Whilst one – about being your own worst critic, and struggles with depression –
is brimming with a genuine emotion, the rest ring somewhat hollow. Swift
meanders on her love life and her musical success, but it feels far too
scripted to be arresting. Her crowd lap it up – Swift is one of the leading
lights of fan interaction, forming genuine friendships that she appears to
treasure as much as the young women she connects with online over social media –
but you get the distinct impression that she could read a grocery list and they
would react the same way, or the receipt from a shop at B&Q.

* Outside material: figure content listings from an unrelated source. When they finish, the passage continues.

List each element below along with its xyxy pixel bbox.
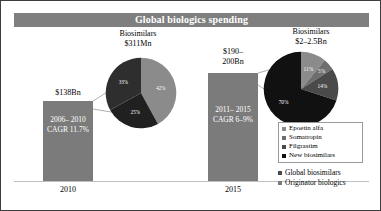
pie-title-2015: Biosimilars $2–2.5Bn	[266, 27, 356, 46]
bar-annotation-2015: 2011– 2015 CAGR 6–9%	[208, 105, 258, 124]
chart-figure: Global biologics spending $138Bn 2006– 2…	[0, 0, 381, 211]
pie-svg-2010: 42%25%33%	[105, 57, 177, 129]
bar-value-label-2015: $190– 200Bn	[198, 47, 268, 66]
legend-item[interactable]: Filgrastim	[282, 142, 360, 151]
legend-swatch-icon	[282, 154, 286, 158]
bar-2015[interactable]: 2011– 2015 CAGR 6–9%	[208, 73, 258, 181]
bar-value-label-2010: $138Bn	[33, 88, 103, 98]
pie-slice-label: 25%	[131, 110, 141, 115]
chart-title: Global biologics spending	[14, 13, 369, 27]
pie-slice-label: 33%	[119, 80, 129, 85]
pie-slice-label: 70%	[279, 99, 289, 105]
legend-item-label: Epoetin alfa	[289, 124, 323, 133]
pie-chart-2010[interactable]: 42%25%33%	[105, 57, 177, 129]
legend-swatch-icon	[278, 171, 282, 175]
x-axis-tick-2015: 2015	[203, 185, 263, 194]
legend-item[interactable]: Somatropin	[282, 133, 360, 142]
legend-swatch-icon	[282, 136, 286, 140]
pie-slice-label: 5%	[318, 68, 326, 74]
legend-swatch-icon	[278, 181, 282, 185]
pie-slice-label: 42%	[156, 86, 166, 91]
pie-chart-2015[interactable]: 11%5%14%70%	[263, 51, 339, 127]
pie-svg-2015: 11%5%14%70%	[263, 51, 339, 127]
legend-item-label: Somatropin	[289, 133, 322, 142]
bar-2010[interactable]: 2006– 2010 CAGR 11.7%	[43, 101, 93, 181]
legend-swatch-icon	[282, 127, 286, 131]
pie-legend: Epoetin alfaSomatropinFilgrastimNew bios…	[278, 122, 363, 163]
bar-annotation-2010: 2006– 2010 CAGR 11.7%	[43, 115, 93, 134]
legend-swatch-icon	[282, 145, 286, 149]
bar-legend: Global biosimilarsOriginator biologics	[278, 168, 373, 188]
pie-title-2010: Biosimilars $311Mn	[93, 29, 183, 48]
legend-item[interactable]: Originator biologics	[278, 178, 373, 188]
x-axis-tick-2010: 2010	[38, 185, 98, 194]
legend-item[interactable]: Epoetin alfa	[282, 124, 360, 133]
legend-item-label: New biosimilars	[289, 151, 335, 160]
pie-slice-label: 14%	[318, 83, 328, 89]
legend-item-label: Originator biologics	[285, 178, 346, 188]
legend-item[interactable]: New biosimilars	[282, 151, 360, 160]
legend-item[interactable]: Global biosimilars	[278, 168, 373, 178]
legend-item-label: Filgrastim	[289, 142, 318, 151]
pie-slice-label: 11%	[304, 66, 314, 72]
legend-item-label: Global biosimilars	[285, 168, 341, 178]
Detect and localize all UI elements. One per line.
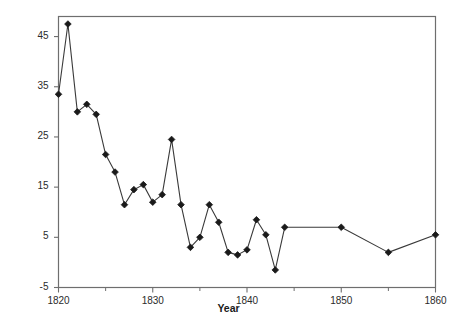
data-point-marker: [206, 201, 213, 208]
data-point-marker: [121, 201, 128, 208]
data-point-marker: [102, 151, 109, 158]
chart-container: Compound Annual Percentage Change Year -…: [0, 0, 457, 326]
data-point-marker: [234, 252, 241, 259]
x-tick-label: 1820: [35, 295, 83, 306]
data-point-marker: [281, 224, 288, 231]
data-point-marker: [272, 267, 279, 274]
data-point-marker: [253, 216, 260, 223]
data-point-marker: [338, 224, 345, 231]
data-point-marker: [55, 91, 62, 98]
y-tick-label: 5: [23, 230, 49, 241]
x-tick-label: 1840: [223, 295, 271, 306]
data-point-marker: [225, 249, 232, 256]
y-tick-label: 25: [23, 130, 49, 141]
data-point-marker: [140, 181, 147, 188]
y-tick-label: 35: [23, 80, 49, 91]
line-chart-plot: [0, 0, 457, 326]
x-tick-label: 1830: [129, 295, 177, 306]
data-point-marker: [112, 169, 119, 176]
data-point-marker: [168, 136, 175, 143]
data-point-marker: [385, 249, 392, 256]
series-line: [59, 24, 436, 270]
y-tick-label: 15: [23, 180, 49, 191]
data-series-line: [59, 24, 436, 270]
x-tick-label: 1850: [317, 295, 365, 306]
data-point-marker: [215, 219, 222, 226]
x-tick-label: 1860: [412, 295, 457, 306]
data-point-marker: [244, 247, 251, 254]
data-point-marker: [263, 232, 270, 239]
data-point-marker: [432, 232, 439, 239]
data-point-marker: [65, 21, 72, 28]
y-tick-label: -5: [23, 281, 49, 292]
data-point-marker: [131, 186, 138, 193]
data-point-marker: [178, 201, 185, 208]
y-tick-label: 45: [23, 30, 49, 41]
data-point-markers: [55, 21, 439, 274]
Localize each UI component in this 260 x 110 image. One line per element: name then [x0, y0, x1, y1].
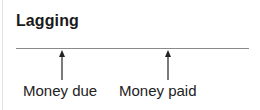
marker-label-money-paid: Money paid — [119, 82, 197, 99]
arrow-up-icon — [165, 50, 171, 80]
marker-label-money-due: Money due — [23, 82, 97, 99]
arrow-up-icon — [59, 50, 65, 80]
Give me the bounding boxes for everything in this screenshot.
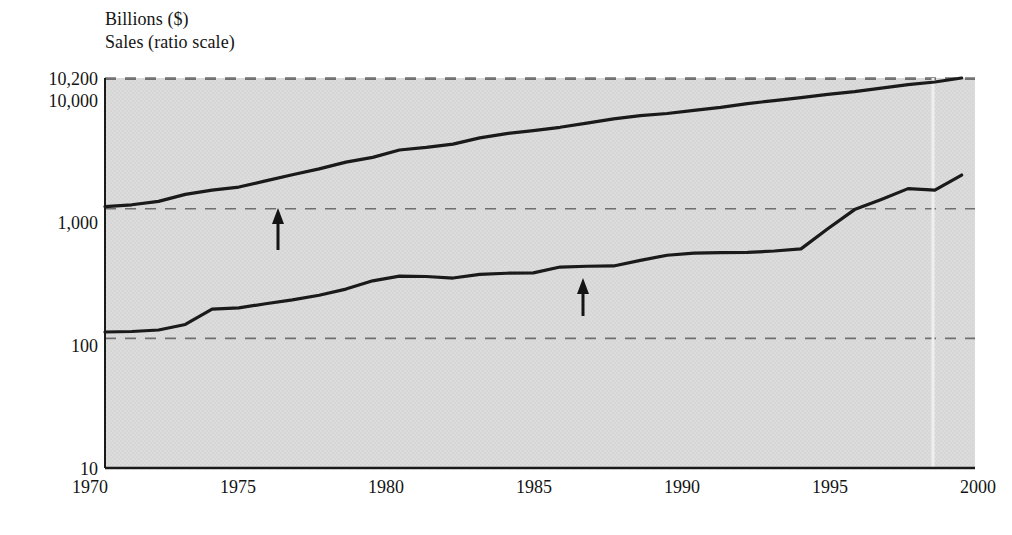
plot-area xyxy=(0,0,1012,535)
chart-figure: Billions ($) Sales (ratio scale) 10,200 … xyxy=(0,0,1012,535)
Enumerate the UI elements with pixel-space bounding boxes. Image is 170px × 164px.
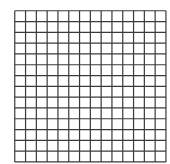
grid-lines <box>14 10 168 164</box>
square-grid <box>14 10 166 162</box>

Another gripe is the video inserts that accompany the
changing of staging. Against a stark white background, celebrity pals such as
Selena Gomez, Lena Dunham and the Haim sisters pay tribute to Swift. Whilst
some testimony is amusingly candid (Dunham and model Cara Delevigne have a knowing
awareness to what these inserts are), they are most likely meant to humanise
Swift and broaden her appeal further – instead, they come off as
self-congratulatory and a little sickening. Swift has never been one to flaunt
her own ego excessively in the way of other pop stars, but by publishing these
plaudits from other A-listers, she feels somewhat complicit to boosting it. It
is underpinned by the hit Style too –
famous friends, including tennis player Serena Williams and the aforementioned Delevigne
walk the runway, the latter waiving a Union Jack, and it all feels a little too
much like a taunting boast. Perhaps a montage of the common people, her fans
from the crowd passing testimony, might have helped create a better connection –
or perhaps not even at all. Swift is still at heart in possession of the
cherub-like girl-next-door charm she traded on when younger, and at times it
positively radiates and dazzles, but too often she feels like she is
undermining her own generous warmth and showmanship with this.
Taylor Swift and friends, at British Summer Time 2015 |
Bad Blood is
followed by a crashing hard-rock take on international breakthrough We Are Never Ever Getting Back Together
that easily stakes a claim to the highlight of the show. Dirty riffs, played by
Swift on an electric guitar, matched with an angered edgy vocal, it again gives
a chance to showcase her vocal and musical skills – but the background visual
is indebted to the video for The White Stripes’ Seven Nation Army and the smack of nothing truly new in its staging
rings out again. A piano led mash-up of Enchanted
and Wildest Dreams leads in the
finale, a frantic, tingling take on Out
of the Woods, possibly 1989’s strongest track, and lead-single party
starter Shake It Off, during which
Swift and her troupe of dancers return to dance (harnessed, thanks to Health
and Safety restrictions) along the raised walkway again. It triggers a
previously-unfelt release of tension in the crowd and leads to much dancing,
the giant screens either side of the stage showing the beaming expressions of
fans as the camera passes over them. The vocal for Woods again pulls on the heartstrings and there’s backing again for
the final number, but the crowd obviously don’t car – there is euphoria and
delirium as she makes her final exit and the lights go down. Billy Joel’s We Didn’t Start the Fire starts pouring
out of the PA as the fans slowly disperse, teenage girls yammering excitedly to
one another. Swift certainly has put on an impressive visual spectacle tonight
and her fans will be well-sated – but less backing, less pedestal raising, less
talking and more originality could have helped elevate it to a consistent
greatness befitting her charm and musicianship.